The New York band's fourth album arrives after Cameron Winter spent 2024 solo — his album Heavy Metal remains one of the year's best — and returns to the full band format with a new producer, a new energy, and a first chorus that is literally the lyric 'THERE'S A BOMB IN MY CAR' delivered as a full-body scream. This is the kind of opening move that separates a band from the pack.
Kenneth Blume — the hip-hop producer formerly known as Kenny Beats — handles production, and the choice shows. Getting Killed doesn't sound like a rock album produced by a hip-hop guy trying to make a rock album. It sounds like two artists who have spent enough time listening to each other's influences to build something genuinely new. The drums are enormous. The bass lines are cyclical and slightly menacing. The guitars occasionally sound like they're being played through old drum machines. It works.

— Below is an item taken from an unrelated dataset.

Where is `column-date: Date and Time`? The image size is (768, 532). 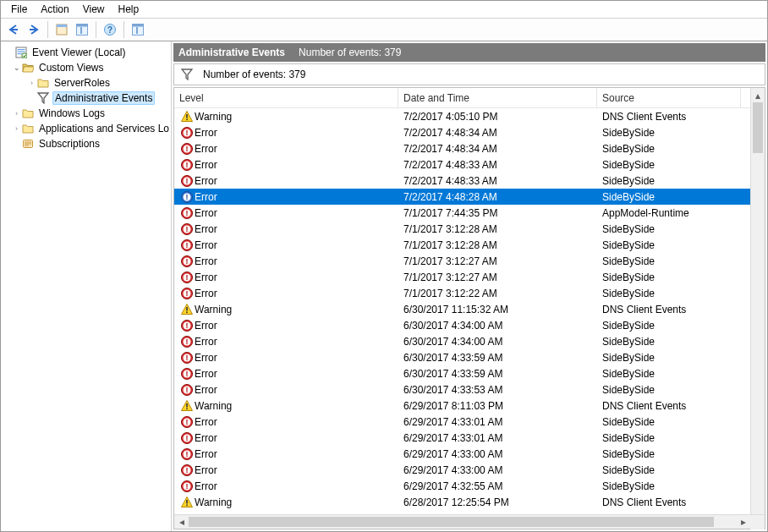
column-date: Date and Time is located at coordinates (497, 98).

Winter's vocals are the album's gravitational center. His 'slurred, straining warble' — as described by Pitchfork, accurately — is a voice that sounds simultaneously careless and precise, like someone who has practiced how to sound like they haven't practiced. On '100 Horses,' he delivers the line 'All people must die scared or else die nervous' with the cadence of someone reading a cereal box. That's artistry. On 'Forever,' he pairs the most eternal pop-music words with the swagger of a karaoke singer who thinks he's alone. That's also artistry.

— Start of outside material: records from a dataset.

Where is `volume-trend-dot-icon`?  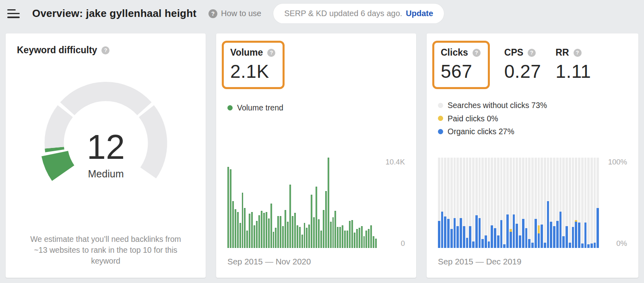
volume-trend-dot-icon is located at coordinates (230, 108). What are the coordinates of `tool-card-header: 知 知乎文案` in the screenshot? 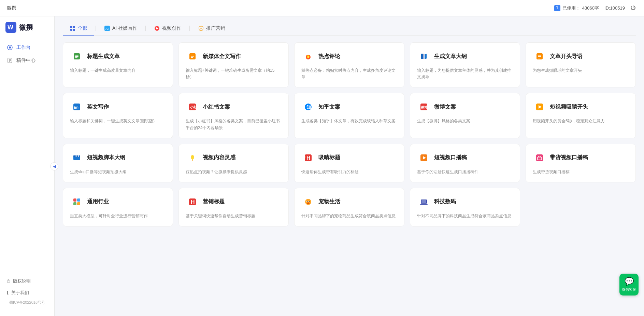 It's located at (349, 107).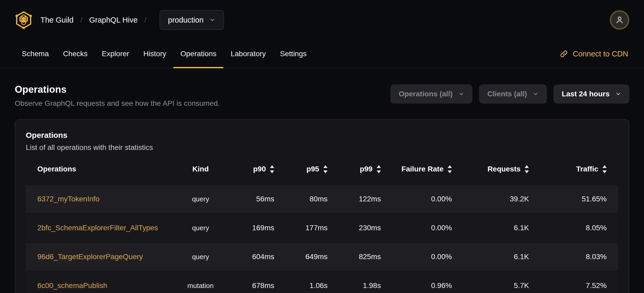 This screenshot has height=293, width=644. I want to click on breadcrumb: The Guild / GraphQL Hive / production, so click(132, 20).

Not every track lands perfectly — Getting Killed is long enough to have some structural slack — but the best moments here are as good as anything in indie rock this year. 'Cowboy Nudes Reprise' callbacks land differently after spending time with the full record. The album's back half reveals depths that the chaotic front end obscures.
Getting Killed is the record you play for people who think rock is boring. It is not boring. It is, in fact, one of the most alive albums released in 2025. Grade: A.